Here’s a Better Way to Identify Quality Stocks

According to new research, the annual return on a portfolio of quality stocks can be enhanced by an average of .60 percent when investors include intangible assets in their definition of quality.

Illustration by II

Illustration by II

As markets have become more volatile, investors have been increasingly drawn to quality stocks, those with stronger balance sheets and more stable earnings. Now portfolio managers from Vanguard have published research showing a way to improve the performance of the quality factor.

According to the research, the annual return on a portfolio of quality stocks can be enhanced by an average of .60 percent when investors include intangible assets in their definition of quality. Intangible assets include investments in research and development, software expenses, and costs associated with branding and human capital.

The definition of a quality company isn’t quite as clear-cut as those used for other popular factors, such as growth, value, and momentum, according to the paper. Some measures have been widely used to define quality companies, including low leverage, low equity dilution, and a high return on equity. Intangible assets, however, have rarely been taken into account in constructing a quality factor portfolio, but the paper said that including this measure makes sense.

“There is plenty of evidence intangible capital has become increasingly more crucial to a nation’s economic development in general and to individual success more specifically,” the authors — Mattia Bacciardi, Haifeng Wang, Jishan Mei, and Miao Yang — wrote in the paper. Intangible “assets are not easily replicated by competitors, which gives the company a competitive advantage.”

Using return data from companies in the Russell 3000 index, the researchers constructed two portfolios to study the potential impact of intangible assets. The benchmark quality portfolio, which doesn’t take intangibles into account, generated an annualized return of 13.4 percent between 1992 and 2022. Meanwhile, the other portfolio, which tilted toward companies with more intangible assets, gained 14 percent. The intangible asset portfolio also had a higher Sharpe ratio (73 percent vs. 67 percent) and a lower maximum drawdown (-10 percent vs. -13 percent) than the former.

A portfolio of stocks that includes this characteristic, “exhibits a better risk-return profile and a more desirable factor exposure.”

The researchers also found that the premium generated by intangibles is present across different industries and different time periods.

Intangible assets have also become part of the debate over the value factor, and why it underperformed for a record number of years before 2021. Now a measure of assets such as intellectual property may help identify quality companies. “Intangible capital, traditionally used to improve the value factor, has recently garnered attention by becoming a possible new addition to the quality factor.”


→ Description of the task
Give back exactly the lines from the "Identify all the" line to the final line of the records, and only those, minus any pictures.

→ Information supplied
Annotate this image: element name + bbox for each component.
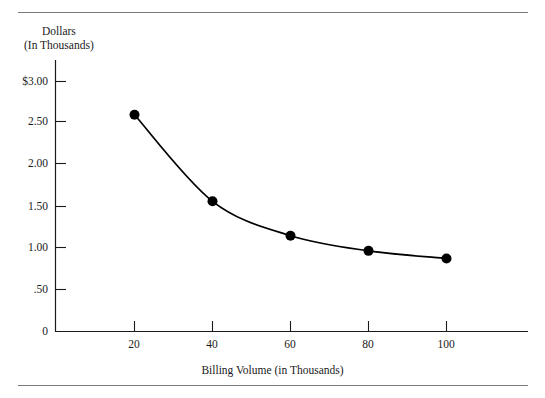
y-axis-ticks — [55, 82, 66, 290]
plot-area — [0, 0, 545, 398]
chart-figure: Dollars (In Thousands) Billing Volume (i… — [0, 0, 545, 398]
data-point-100 — [442, 253, 452, 263]
data-point-80 — [364, 246, 374, 256]
data-point-20 — [130, 110, 140, 120]
data-point-40 — [208, 196, 218, 206]
data-point-markers — [130, 110, 452, 264]
x-axis-ticks — [135, 321, 447, 331]
data-point-60 — [286, 231, 296, 241]
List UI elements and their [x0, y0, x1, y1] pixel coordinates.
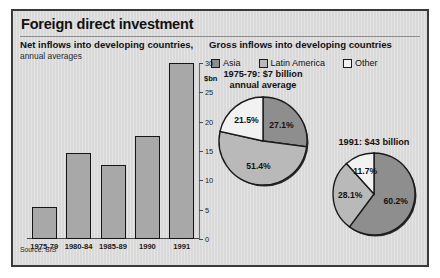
pie-slice-label: 28.1% — [338, 190, 362, 200]
pie-slice-label: 11.7% — [353, 166, 377, 176]
pie-slice-label: 60.2% — [384, 196, 408, 206]
chart-figure: Foreign direct investment Net inflows in… — [11, 9, 429, 267]
figure-background: Foreign direct investment Net inflows in… — [13, 11, 427, 265]
pie-chart-1991: 1991: $43 billion60.2%28.1%11.7% — [13, 11, 431, 269]
pie-svg — [13, 11, 431, 269]
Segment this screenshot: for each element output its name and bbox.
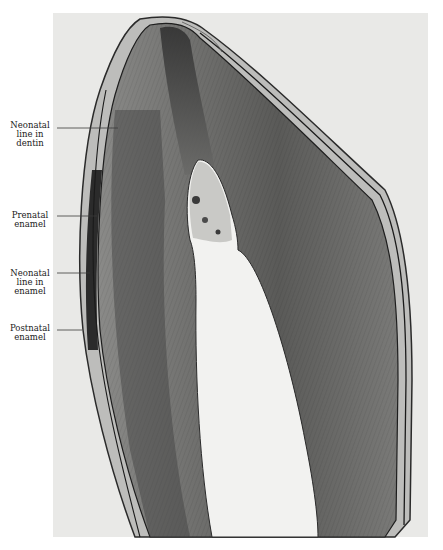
tooth-section-figure: Neonatal line in dentin Prenatal enamel … <box>0 0 443 550</box>
tooth-micrograph <box>0 0 443 550</box>
label-prenatal-enamel: Prenatal enamel <box>4 211 56 229</box>
label-postnatal-enamel: Postnatal enamel <box>4 324 56 342</box>
label-neonatal-line-enamel: Neonatal line in enamel <box>4 269 56 296</box>
label-neonatal-line-dentin: Neonatal line in dentin <box>4 121 56 148</box>
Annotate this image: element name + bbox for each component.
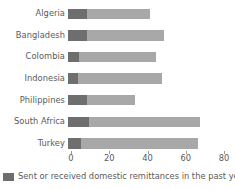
legend-line: Sent or received domestic remittances in… (18, 171, 235, 181)
category-label-philippines: Philippines (0, 96, 68, 105)
x-axis-tick-label: 20 (104, 154, 115, 163)
bar-row: Bangladesh (0, 25, 235, 47)
bar-track (68, 95, 235, 106)
x-axis-tick-label: 60 (180, 154, 191, 163)
chart-legend: Sent or received domestic remittances in… (3, 171, 235, 181)
x-axis-tick-label: 0 (68, 154, 73, 163)
bar-segment-primary (68, 117, 89, 128)
bar-segment-remainder (79, 52, 156, 63)
plot-area: AlgeriaBangladeshColombiaIndonesiaPhilip… (0, 0, 235, 160)
legend-label: Sent or received domestic remittances in… (18, 171, 235, 181)
x-axis-tick-label: 80 (219, 154, 230, 163)
bar-row: Philippines (0, 89, 235, 111)
bar-segment-primary (68, 9, 87, 20)
bar-track (68, 138, 235, 149)
bar-segment-remainder (89, 117, 200, 128)
category-label-algeria: Algeria (0, 9, 68, 18)
legend-swatch-icon (3, 173, 14, 181)
bar-track (68, 9, 235, 20)
bar-segment-primary (68, 73, 78, 84)
x-axis-tick-label: 40 (142, 154, 153, 163)
bar-row: Indonesia (0, 68, 235, 90)
category-label-turkey: Turkey (0, 139, 68, 148)
bar-segment-primary (68, 52, 79, 63)
category-label-indonesia: Indonesia (0, 74, 68, 83)
bar-segment-remainder (87, 95, 135, 106)
bar-row: South Africa (0, 111, 235, 133)
bar-row: Colombia (0, 46, 235, 68)
category-label-bangladesh: Bangladesh (0, 31, 68, 40)
bar-track (68, 73, 235, 84)
stacked-bar-chart: AlgeriaBangladeshColombiaIndonesiaPhilip… (0, 0, 235, 189)
bar-segment-primary (68, 138, 81, 149)
x-axis: 020406080 (0, 151, 235, 165)
bar-track (68, 117, 235, 128)
bar-segment-remainder (81, 138, 198, 149)
bar-track (68, 30, 235, 41)
bar-segment-primary (68, 30, 87, 41)
bar-segment-remainder (87, 30, 164, 41)
bar-segment-primary (68, 95, 87, 106)
bar-segment-remainder (78, 73, 162, 84)
bar-row: Algeria (0, 3, 235, 25)
bar-track (68, 52, 235, 63)
category-label-south-africa: South Africa (0, 117, 68, 126)
bar-segment-remainder (87, 9, 150, 20)
category-label-colombia: Colombia (0, 52, 68, 61)
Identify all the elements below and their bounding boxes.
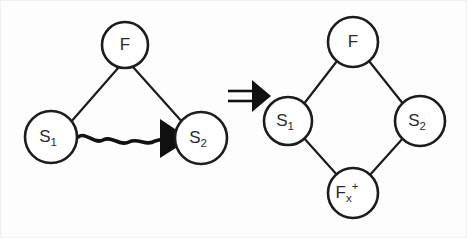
double-arrow	[228, 80, 271, 112]
node-label-F-left: F	[120, 35, 130, 54]
edge-F-to-S2-right	[369, 61, 404, 105]
node-S1-right[interactable]: S1	[264, 97, 312, 145]
figure-canvas: F S1 S2	[0, 0, 467, 238]
edge-S2-to-Fx-right	[369, 137, 404, 176]
edge-F-to-S1-right	[303, 61, 337, 105]
right-hand-side-graph: F S1 S2 Fx+	[264, 17, 445, 218]
node-Fx-plus-right[interactable]: Fx+	[328, 168, 378, 218]
node-S1-left[interactable]: S1	[25, 111, 77, 163]
edge-F-to-S1	[70, 67, 119, 123]
node-S2-right[interactable]: S2	[395, 96, 445, 146]
node-F-right[interactable]: F	[328, 17, 378, 67]
graph-rewrite-diagram: F S1 S2	[0, 0, 467, 238]
edge-S1-to-S2-wavy	[78, 135, 163, 143]
node-S2-left[interactable]: S2	[175, 112, 227, 164]
edge-S1-to-Fx-right	[303, 137, 338, 176]
node-F-left[interactable]: F	[102, 22, 148, 68]
left-hand-side-graph: F S1 S2	[25, 22, 227, 164]
edge-F-to-S2	[133, 67, 184, 124]
node-label-F-right: F	[348, 32, 358, 51]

→ Solution to this problem
Identify all the elements below and their bounding boxes.
double-arrow	[228, 80, 271, 112]
node-label-F-left: F	[120, 35, 130, 54]
edge-F-to-S2-right	[369, 61, 404, 105]
node-S1-right[interactable]: S1	[264, 97, 312, 145]
figure-canvas: F S1 S2	[0, 0, 467, 238]
edge-S2-to-Fx-right	[369, 137, 404, 176]
edge-F-to-S1-right	[303, 61, 337, 105]
right-hand-side-graph: F S1 S2 Fx+	[264, 17, 445, 218]
node-Fx-plus-right[interactable]: Fx+	[328, 168, 378, 218]
node-S1-left[interactable]: S1	[25, 111, 77, 163]
edge-F-to-S1	[70, 67, 119, 123]
node-S2-right[interactable]: S2	[395, 96, 445, 146]
node-F-right[interactable]: F	[328, 17, 378, 67]
graph-rewrite-diagram: F S1 S2	[0, 0, 467, 238]
edge-S1-to-S2-wavy	[78, 135, 163, 143]
node-S2-left[interactable]: S2	[175, 112, 227, 164]
edge-S1-to-Fx-right	[303, 137, 338, 176]
node-F-left[interactable]: F	[102, 22, 148, 68]
left-hand-side-graph: F S1 S2	[25, 22, 227, 164]
edge-F-to-S2	[133, 67, 184, 124]
node-label-F-right: F	[348, 32, 358, 51]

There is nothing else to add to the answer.